7 thoughts on “In today’s economy, the rich get richer”
I found a twenty in the gutter at a reasonably crowded bus stop at Telegraph and Durant in Berkeley around 1989, and back then and certainly to the students and riffraff who take the bus in Berkeley, $20 was real money.
I have to assume everyone else assumed it couldn't possibly be real money if it was just lying there on some dried leaves for anyone to pick up.
I put it there.
EMH, my ass!
Two statisticians are walking down the street when they see a $5 bill. One stoops down to pick it up, and the other one says "That was lucky!"

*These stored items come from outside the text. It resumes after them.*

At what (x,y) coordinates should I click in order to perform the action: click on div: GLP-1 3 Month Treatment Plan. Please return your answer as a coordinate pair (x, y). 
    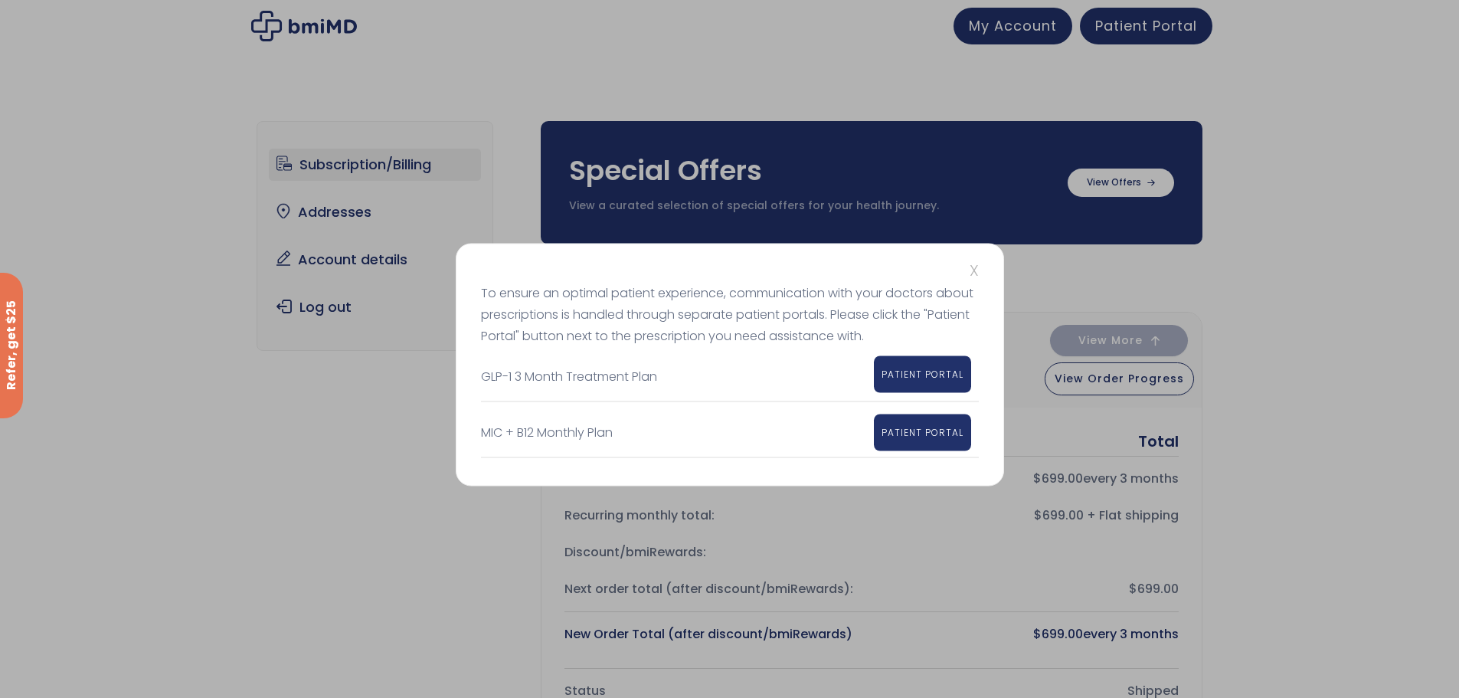
    Looking at the image, I should click on (671, 376).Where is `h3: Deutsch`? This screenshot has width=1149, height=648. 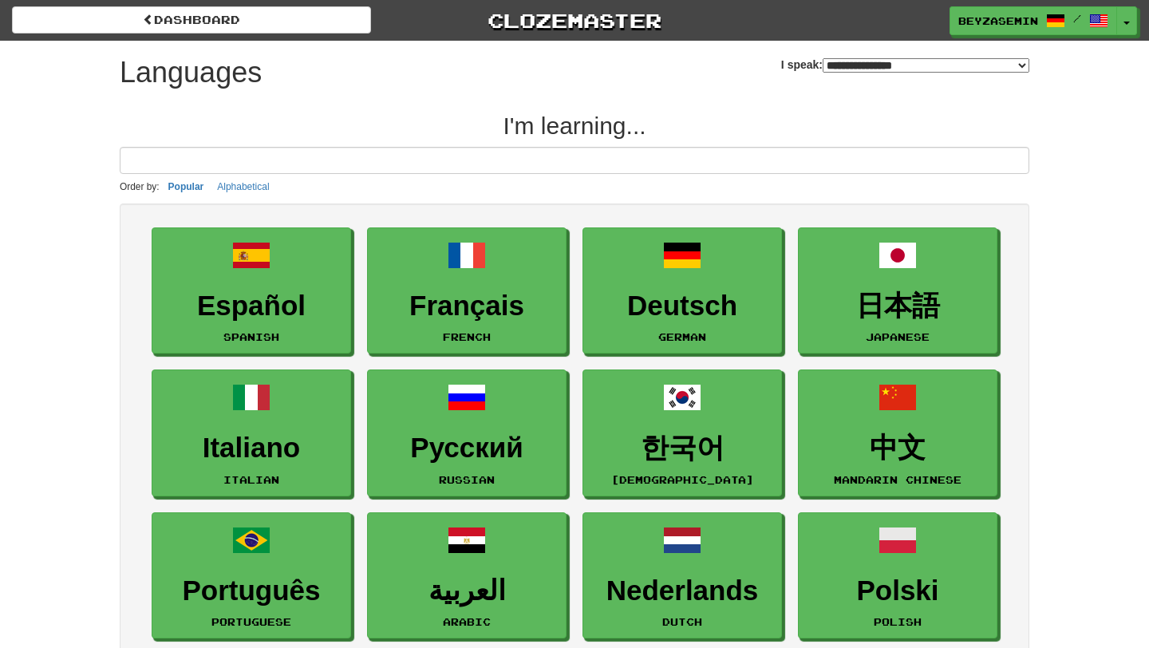 h3: Deutsch is located at coordinates (682, 306).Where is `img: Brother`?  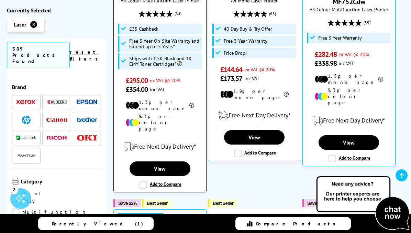
img: Brother is located at coordinates (87, 120).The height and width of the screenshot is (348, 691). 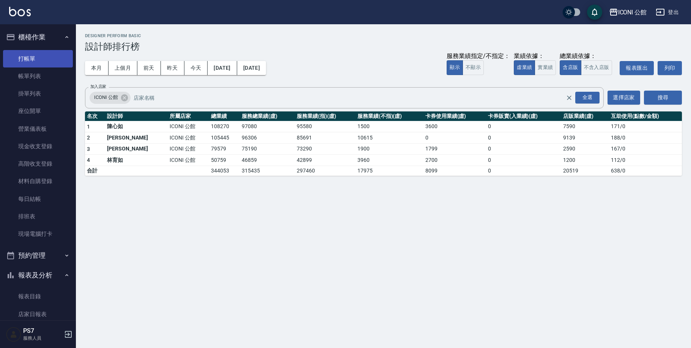 What do you see at coordinates (14, 335) in the screenshot?
I see `img: Person` at bounding box center [14, 335].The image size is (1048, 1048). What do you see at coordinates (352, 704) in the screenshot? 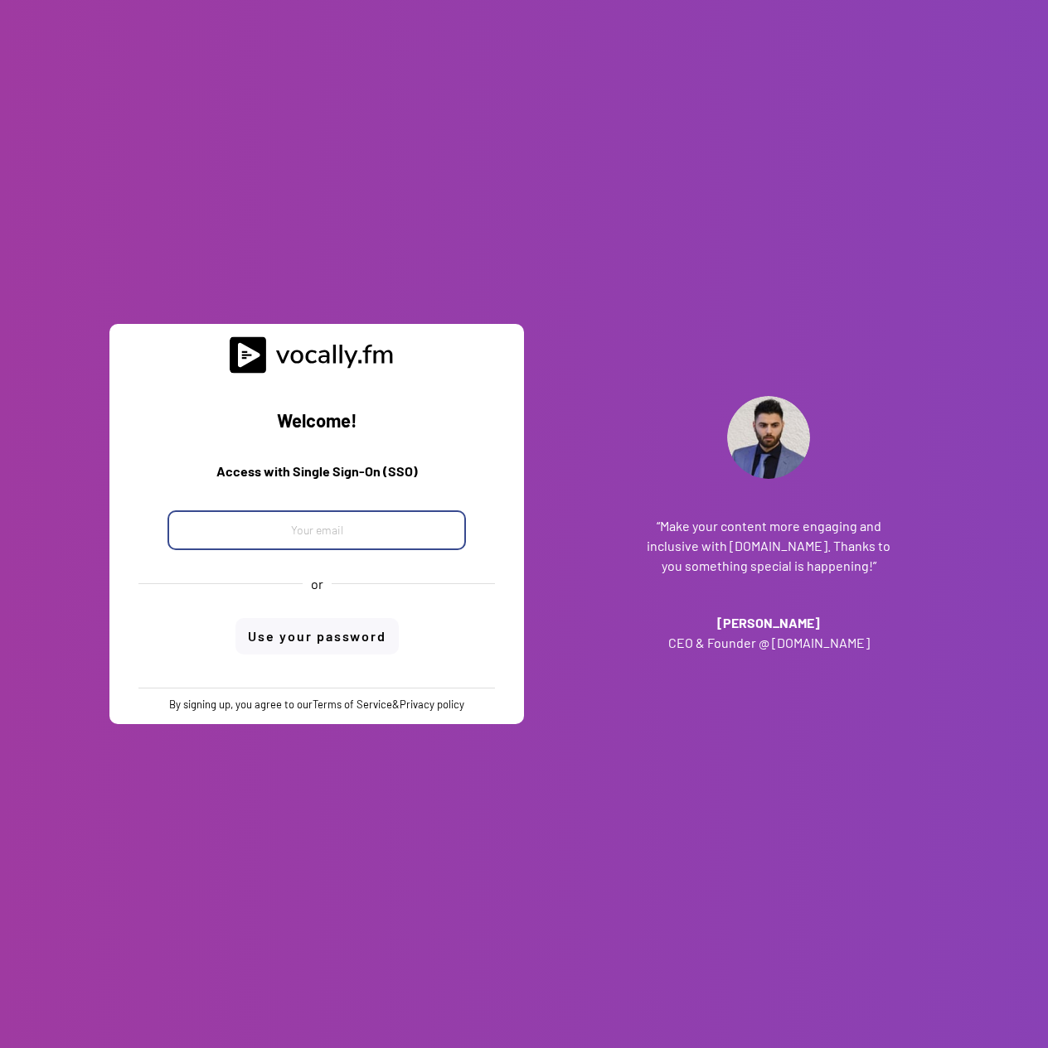
I see `a: Terms of Service` at bounding box center [352, 704].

The punchline needs more work.
If your title thesis is true, and had you been a millionaire, it would have been a twenty.

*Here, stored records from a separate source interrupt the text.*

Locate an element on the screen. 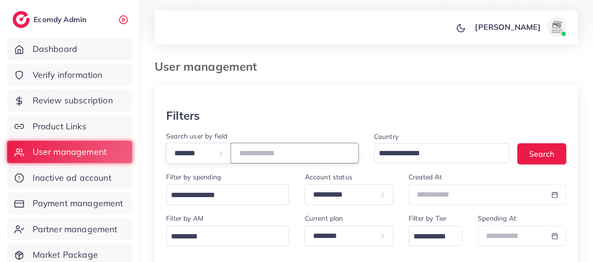 The width and height of the screenshot is (593, 262). a: Payment management is located at coordinates (70, 203).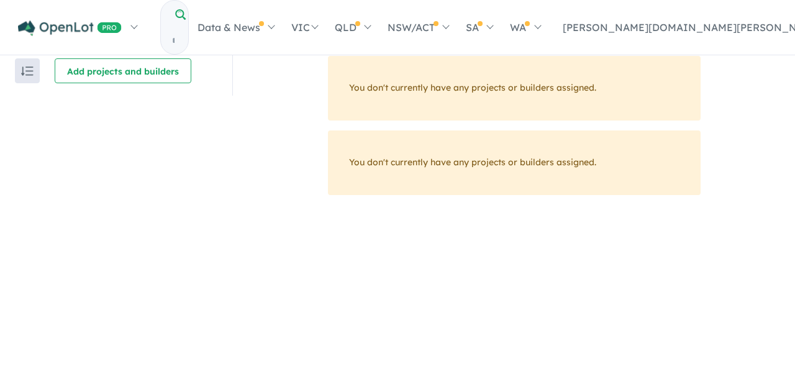  I want to click on a: QLD, so click(352, 27).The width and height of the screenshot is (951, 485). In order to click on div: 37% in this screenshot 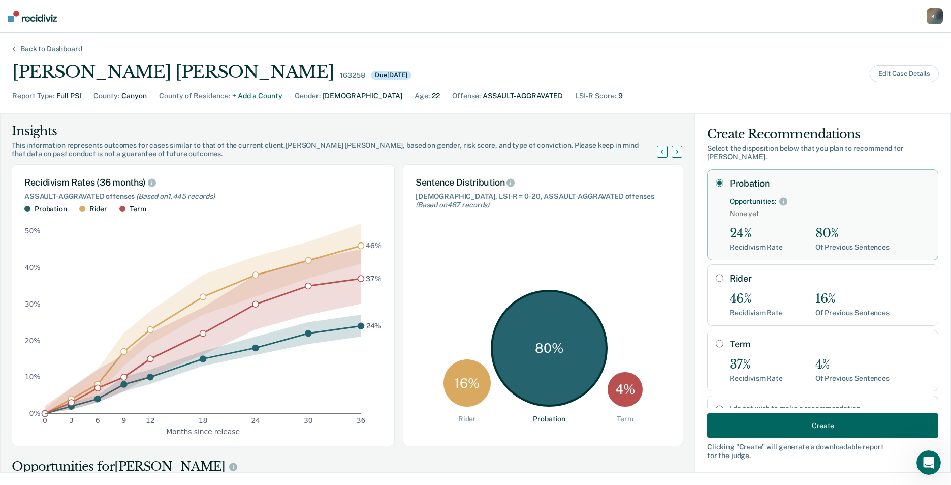, I will do `click(756, 364)`.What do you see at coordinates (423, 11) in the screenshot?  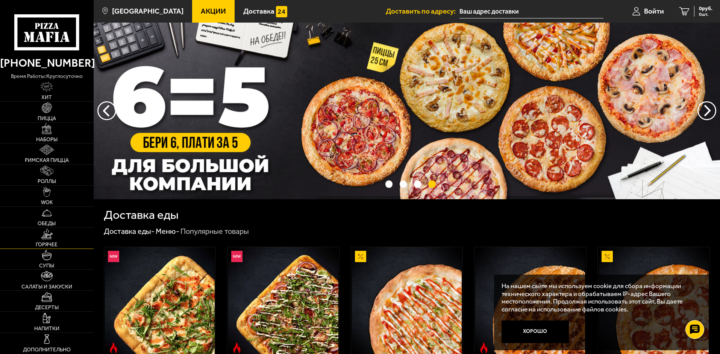 I see `span: Доставить по адресу:` at bounding box center [423, 11].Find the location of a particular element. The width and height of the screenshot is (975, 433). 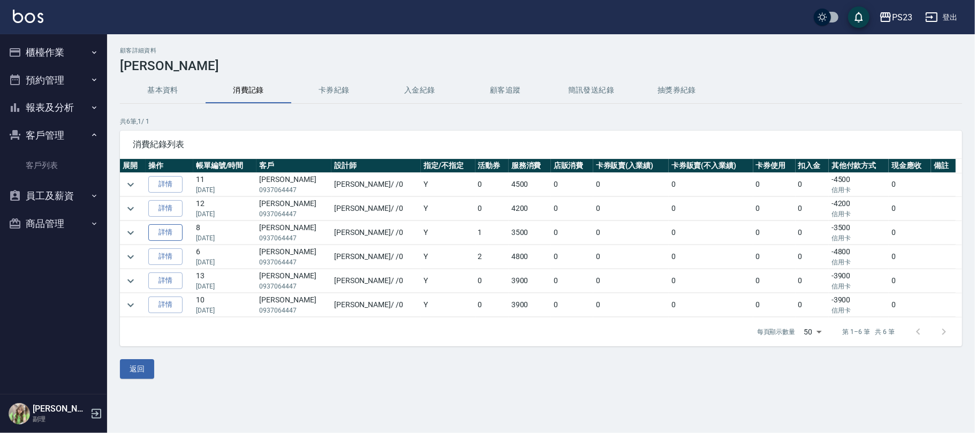

button: 抽獎券紀錄 is located at coordinates (677, 90).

Would you call it a red bill or a blue bill, and was it found in a usually red or blue precinct?
Gregory Mankiw dropped it, but since the marginal value to him was only 50 cents, it wasn't worth picking up.
I found a twenty in the gutter at a reasonably crowded bus stop at Telegraph and Durant in Berkeley around 1989, and back then and certainly to the students and riffraff who take the bus in Berkeley, $20 was real money.

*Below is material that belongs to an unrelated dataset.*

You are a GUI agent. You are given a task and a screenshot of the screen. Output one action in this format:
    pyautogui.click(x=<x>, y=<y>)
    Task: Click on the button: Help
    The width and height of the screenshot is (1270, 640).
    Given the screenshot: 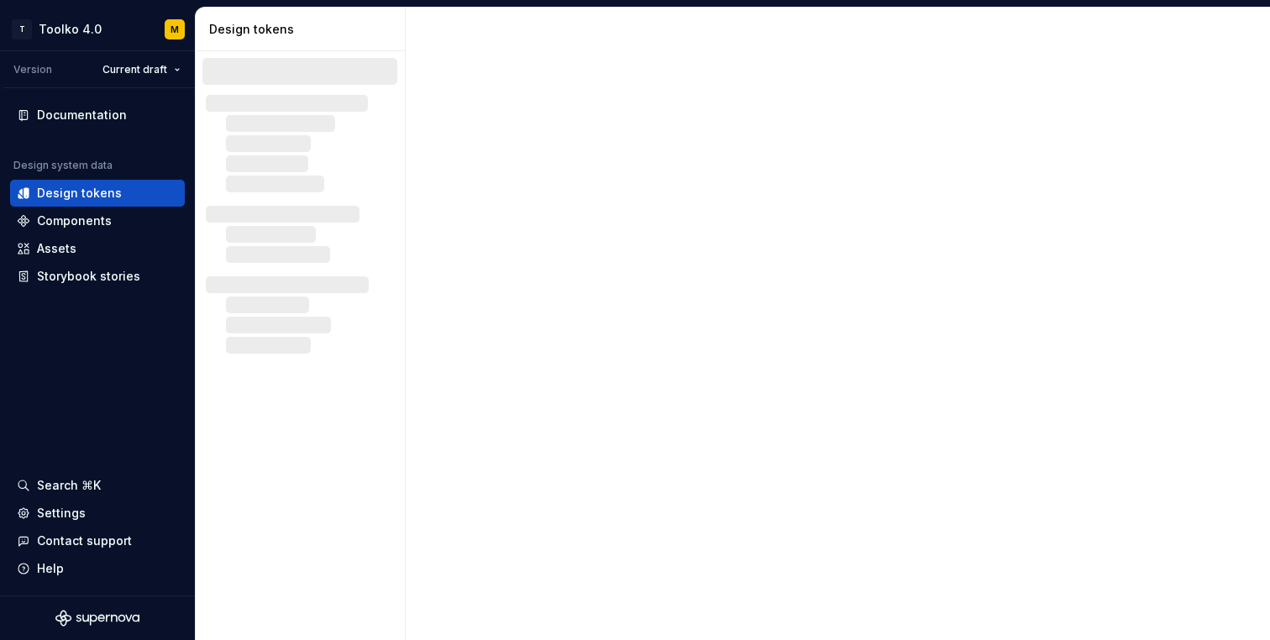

I have to assume everyone else assumed it couldn't possibly be real money if it was just lying there on some dried leaves for anyone to pick up.
I put it there.
EMH, my ass!
Two statisticians are walking down the street when they see a $5 bill. One stoops down to pick it up, and the other one says "That was lucky!"
The punchline needs more work.
If your title thesis is true, and had you been a millionaire, it would have been a twenty.
Would you call it a red bill or a blue bill, and was it found in a usually red or blue precinct?
Gregory Mankiw dropped it, but since the marginal value to him was only 50 cents, it wasn't worth picking up.